Friday, January 21, 2011

week 3 Lab 3 - Geocoding

In my geocoding map lab project I first decided to map bicycle shops in San Francisco.  I acquired 50 addresses and made an excel table organizing the Name, address and zip code into a table to use in arcmap.  I downloaded a streets layer shape file from the San Francisco government website and made an address locator from it.  I then geocoded the 50 bike shop addresses onto the San Francisco streets reference layer.  Most of my addresses matched quite easily, but those that hadn’t were then matched manually.  By geocoding the addresses I was able to display the distribution of bike shop throughout the San Francisco peninsula with great accuracy. 
After realizing how easy this can be once the steps become familiar, standard and repeatable I decided to complicate the analysis further by adding geocoded Brewery locations.  I wanted to find breweries that were close to bike shops and vice versa, bike shops that were close to breweries.  Bike shops and breweries are places that I frequent often and I wanted to know where it would be most convenient to visit in order to efficiently experience both. 

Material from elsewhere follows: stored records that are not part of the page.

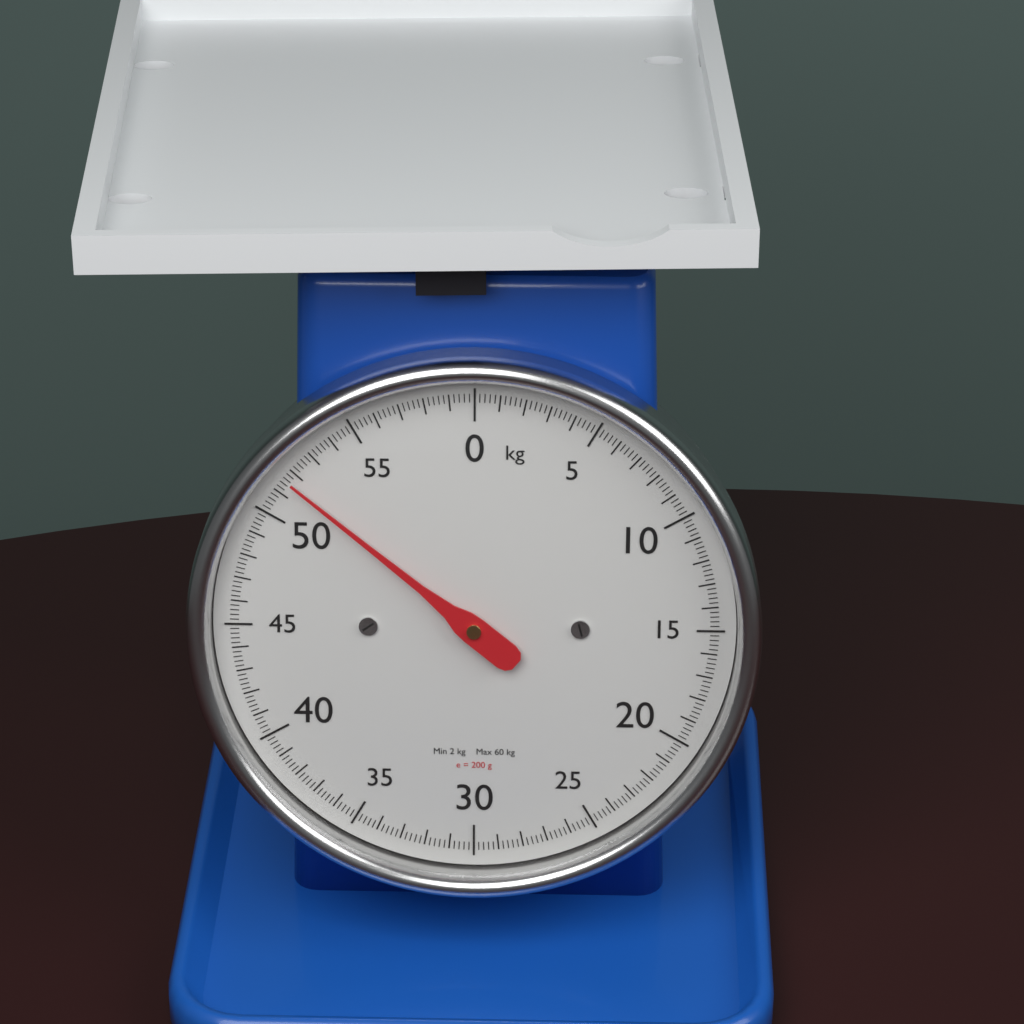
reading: 51.6 kg
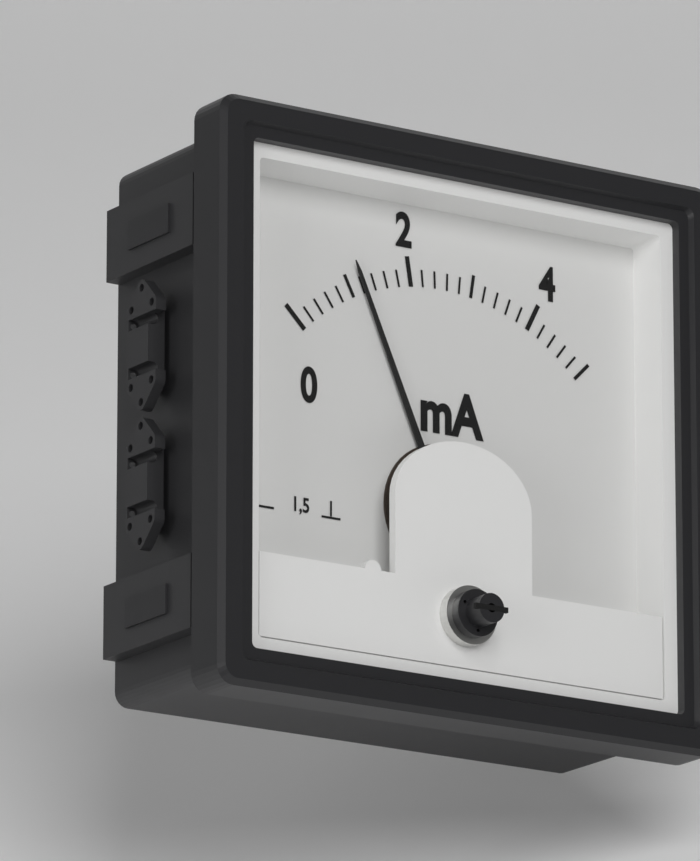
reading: 1.2 mA
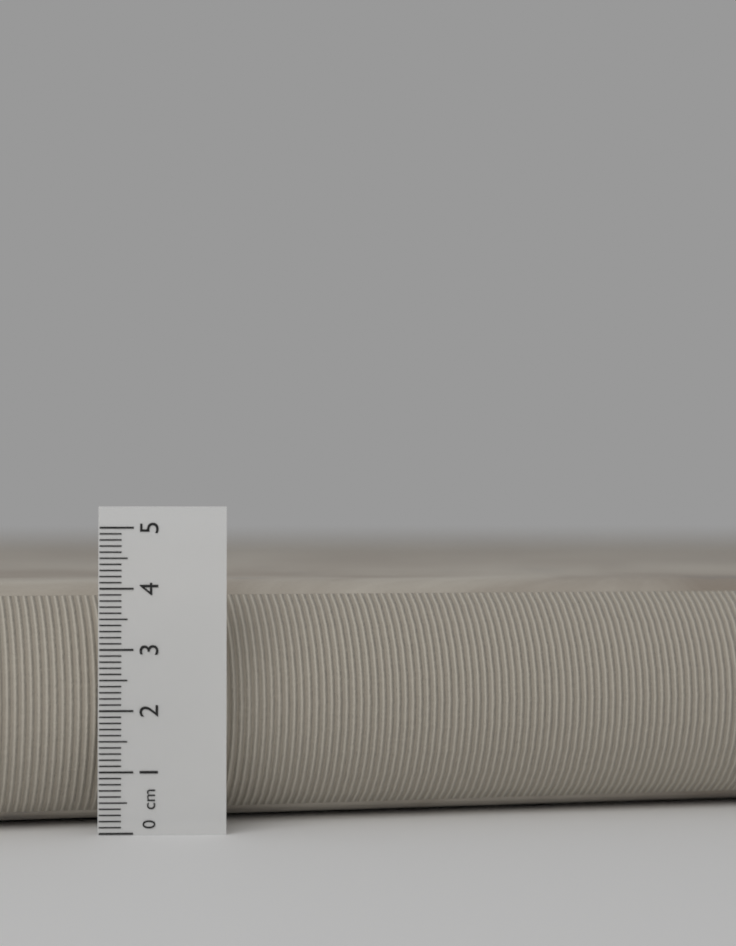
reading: 4.1 cm
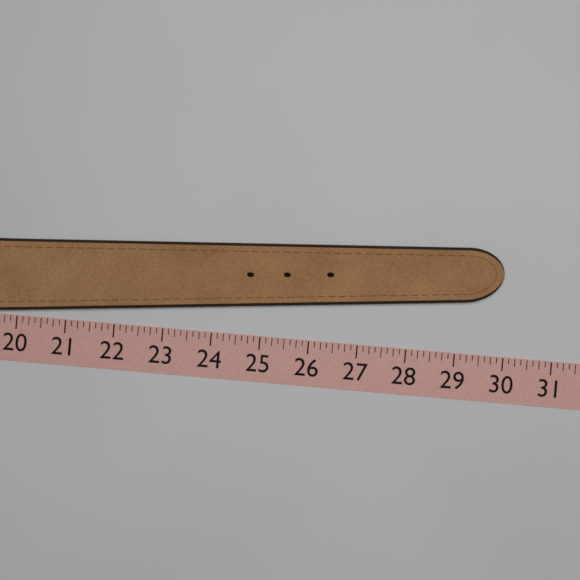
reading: 29.875 (no unit)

I made another table with brewery locations and then geocoded those addresses as well, on the same reference layer.  I then made 1000ft buffers around both breweries and bike shops and did a “search by location” function to result in bike shops within 1000ft of breweries and a separate function to find breweries within 1000ft of bike shops.  I made separate symbols for the locations that were close to each other and then labeled them so you could find them on the address table.   
Overall the function of geocoding is extremely useful and can be very quick and easy if your addresses are in a format that imports into Arc easily (excel).  This feature makes it very useful for performing analyses on any type of location data such as proximity, or containment, or just displaying the locations of various places of which you have addresses for.